Derek understands all too well. He wants to tell John that he understands. He wants to tell him that sometimes he wishes they were all back there again. He wants to tell him that sometimes he wishes they'd never destroyed Skynet. But instead, he says:

"That place where everyone was trying to kill us? When you had to survive high school and killer robots? That place?"

John just shrugs.

"You save the world and get the girl. You should be happy, right? And that place you used to be in, that crappy little house at that time when everyone was trying to kill you - that's supposed to be the bad times."

"That's right." Derek reaches over and clasps his hand gently on John's shoulder. "This is the good stuff, kid. Your family, your career, a normal life. Enjoy it. This thing with Cameron... I don't know, you've got some kind of fucking masochistic streak." Derek laughs. It sounds hollow to him because he knows that it is, but John doesn't notice. He just feels ashamed for wanting the past more than he wants his family.

"How's the store?" he asks now, changing the subject for real this time.

"Fine." Sensing John's extreme discomfort, Derek wisely goes along with it. "Doing well. I'm thinking about moving the storefront to Main Street."

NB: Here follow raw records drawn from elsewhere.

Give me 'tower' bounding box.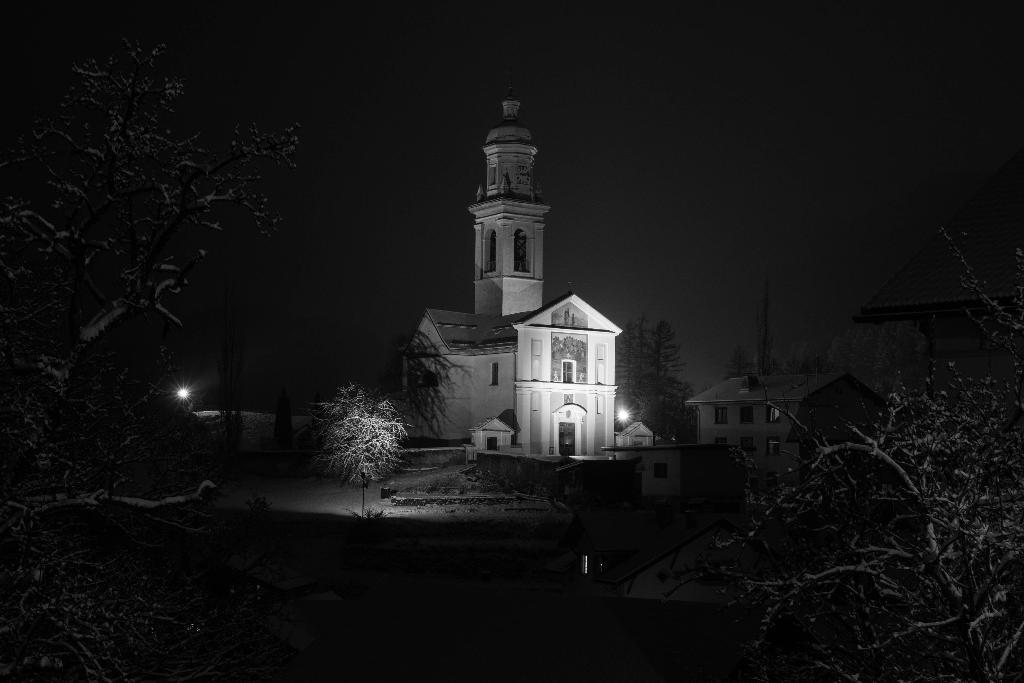
BBox(464, 99, 549, 318).
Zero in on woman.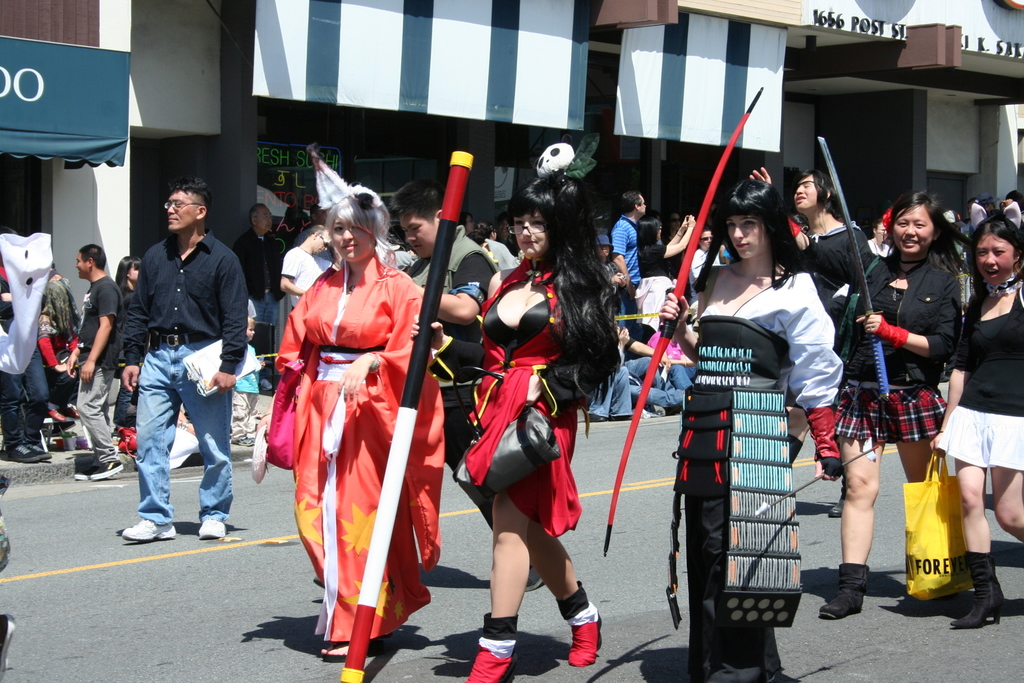
Zeroed in: BBox(470, 218, 514, 269).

"Oh," John says. What did he know about shoe stores? But for that matter, what did Derek?

"Yup."

"I hear that you've taken up bowling?"

"Yeah. I think I'll join the bowling league next year."

"Sounds..." John struggles for the right word. "Fun."

"Yup."

They sit in momentary silence, awash in vivid orange-and-gold as the sun slowly sinks into the western sky. They can hear the children screaming and laughing from inside the house, the clattering of dishes and pans as Kate and Sarah bustle inside the kitchen. Their chairs creak against the wooden floor boards as they rock in their chairs. There's a cool summer breeze kicking up.

"This is bliss," Derek finally says.

"Yeah," John agrees.

Neither wants to admit how empty they feel inside.